Loading…
Loading grant details…
| Funder | Swedish Research Council |
|---|---|
| Recipient Organization | Lund University |
| Country | Sweden |
| Start Date | Jan 01, 2023 |
| End Date | Dec 31, 2026 |
| Duration | 1,460 days |
| Number of Grantees | 1 |
| Roles | Principal Investigator |
| Data Source | Swedish Research Council |
| Grant ID | 2022-03603_VR |
Compared to animals, flowering plants exhibit a staggering diversity of reproductive form and function, from combined to separate sexes (and nearly everything between), outcrossing to self-fertilization, and a bewildering array of floral architectures to achieve pollination by animal or abiotic vectors.
The evolutionary consequences of flowering plant reproductive diversity are incredibly broad, but most theory seeking to understand them ignores the demographic processes of birth and death which link life histories, population dynamics, and evolutionary change.
I will be developing a new evolutionary demographic matrix modeling framework that correctly considers essential biological realities of reproduction via pollination, and the joint contributions of male- and female-reproductive success to individual fitness in hermaphrodite populations.
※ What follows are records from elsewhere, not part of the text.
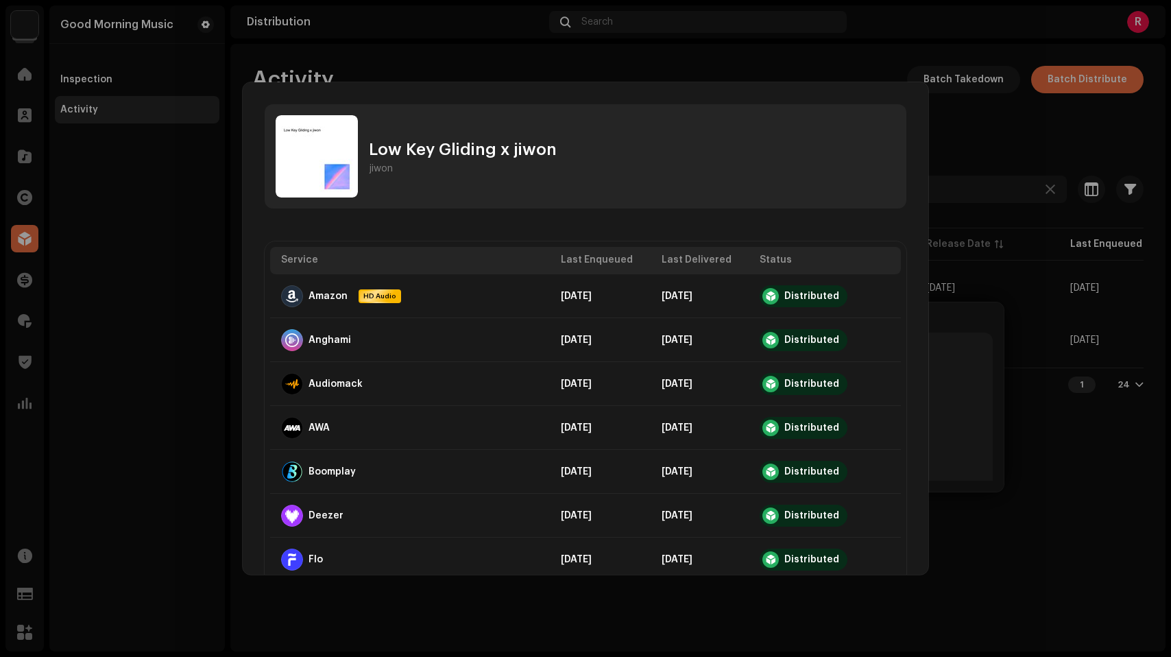  Describe the element at coordinates (410, 340) in the screenshot. I see `td: Anghami` at that location.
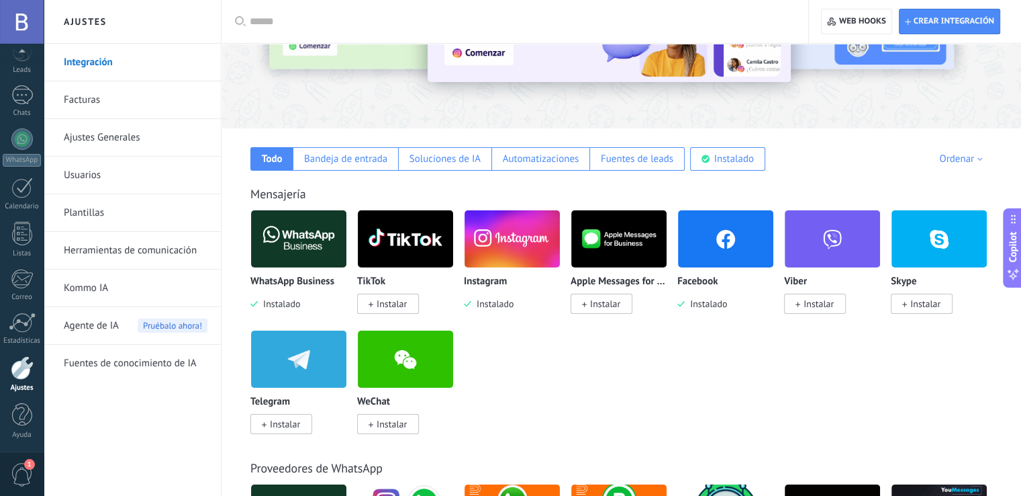  Describe the element at coordinates (734, 158) in the screenshot. I see `div: Instalado` at that location.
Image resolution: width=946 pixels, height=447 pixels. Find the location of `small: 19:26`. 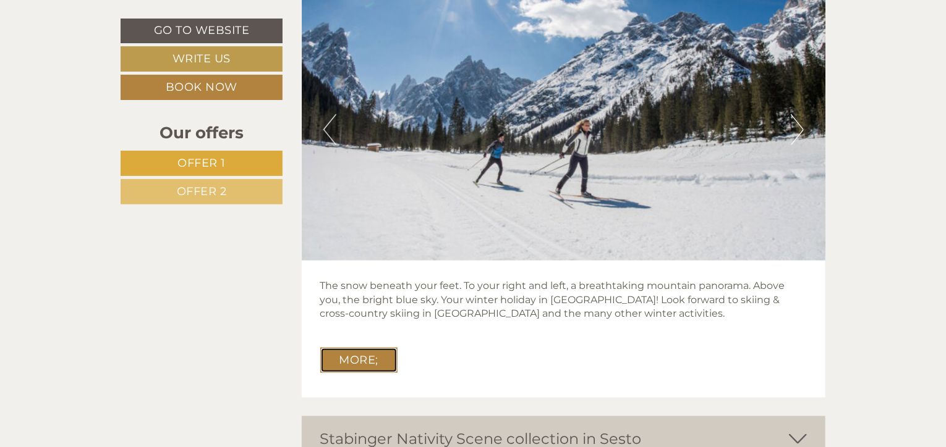

small: 19:26 is located at coordinates (88, 64).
The new theory will tackle three key questions: (i) What are the demographic costs of sexual conflict across the tree of life? (ii) What are the eco-evolutionary consequences of pollen-limitation of seed production? (iii) What are the joint evolutionary and demographic consequences of inbreeding?
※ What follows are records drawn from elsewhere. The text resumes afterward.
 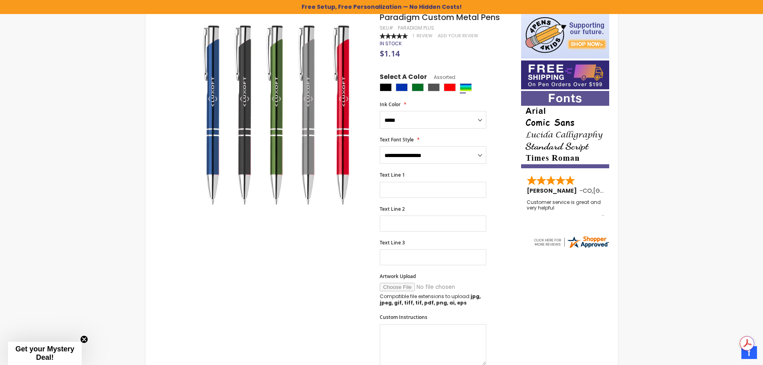 What do you see at coordinates (390, 53) in the screenshot?
I see `span: $1.14` at bounding box center [390, 53].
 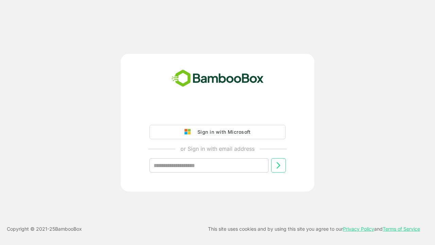 I want to click on p: Copyright © 2021- 25 BambooBox, so click(x=44, y=229).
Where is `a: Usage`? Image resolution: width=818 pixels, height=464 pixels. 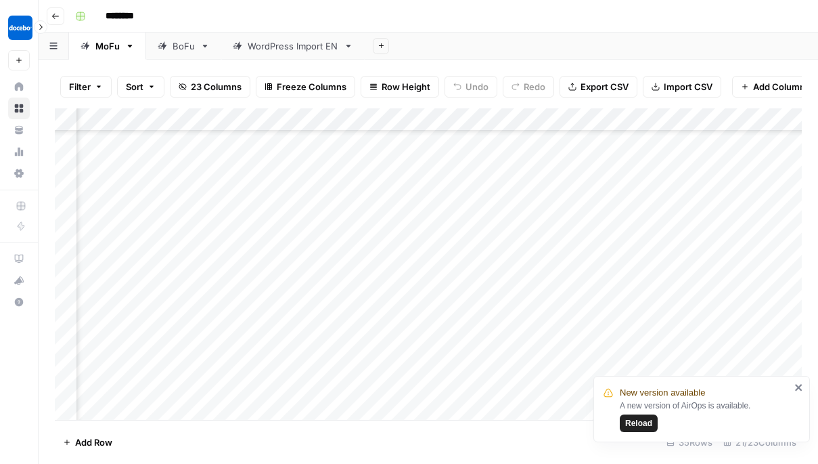
a: Usage is located at coordinates (19, 152).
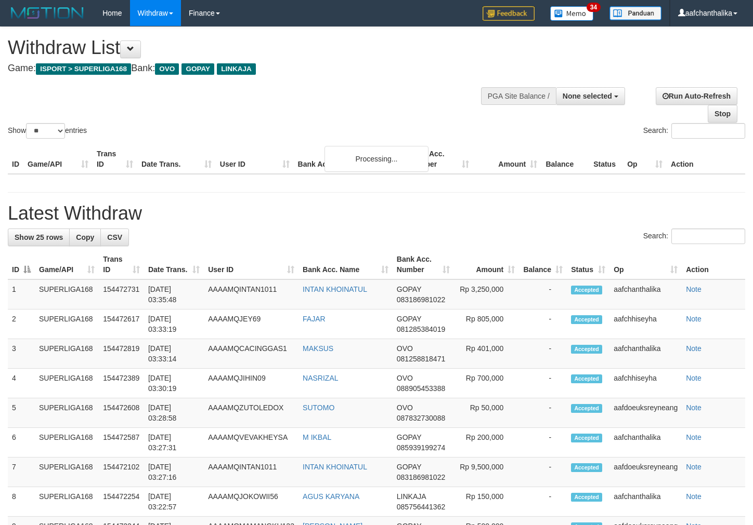 This screenshot has height=525, width=753. I want to click on td: AAAAMQJIHIN09, so click(251, 384).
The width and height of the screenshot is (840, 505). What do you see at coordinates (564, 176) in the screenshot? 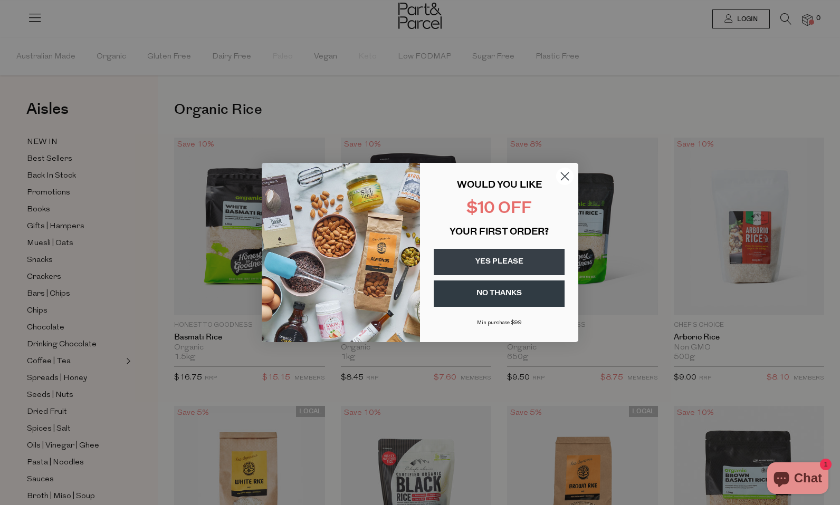
I see `button: Close dialog` at bounding box center [564, 176].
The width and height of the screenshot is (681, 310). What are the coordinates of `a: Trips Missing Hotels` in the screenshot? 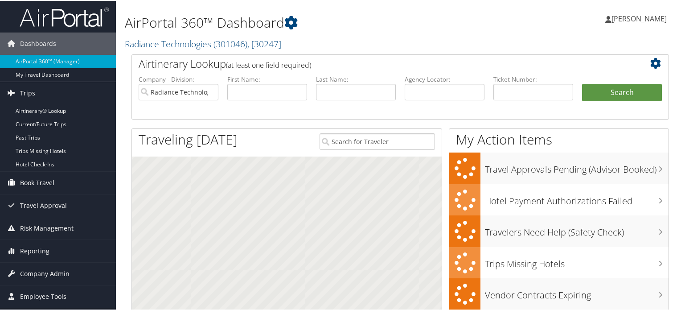 It's located at (559, 262).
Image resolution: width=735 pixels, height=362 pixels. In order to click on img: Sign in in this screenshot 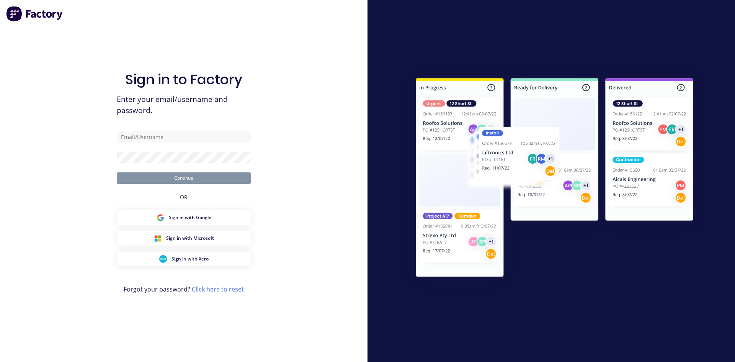, I will do `click(555, 179)`.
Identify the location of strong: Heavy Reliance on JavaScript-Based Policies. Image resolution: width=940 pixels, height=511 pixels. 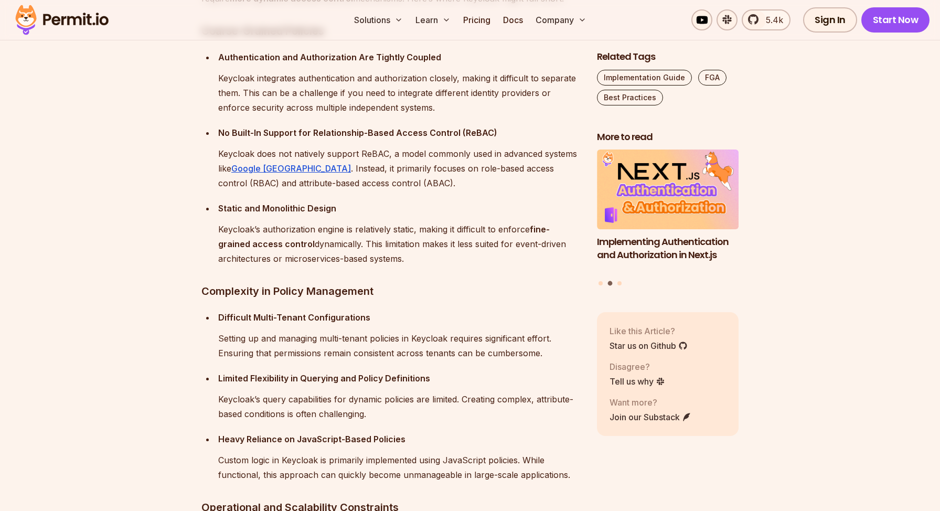
(312, 439).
Crucially, the models I am developing are easily integrated with empirical data, a feature I will leverage by surveying demographic databases to ground my theoretical predictions in the biology of real populations.
This research will integrate demography with the evolutionary ecology of flowering plant reproduction, bridging the two fields.
Lund University
Complete our application form to express your interest and we'll guide you through the process.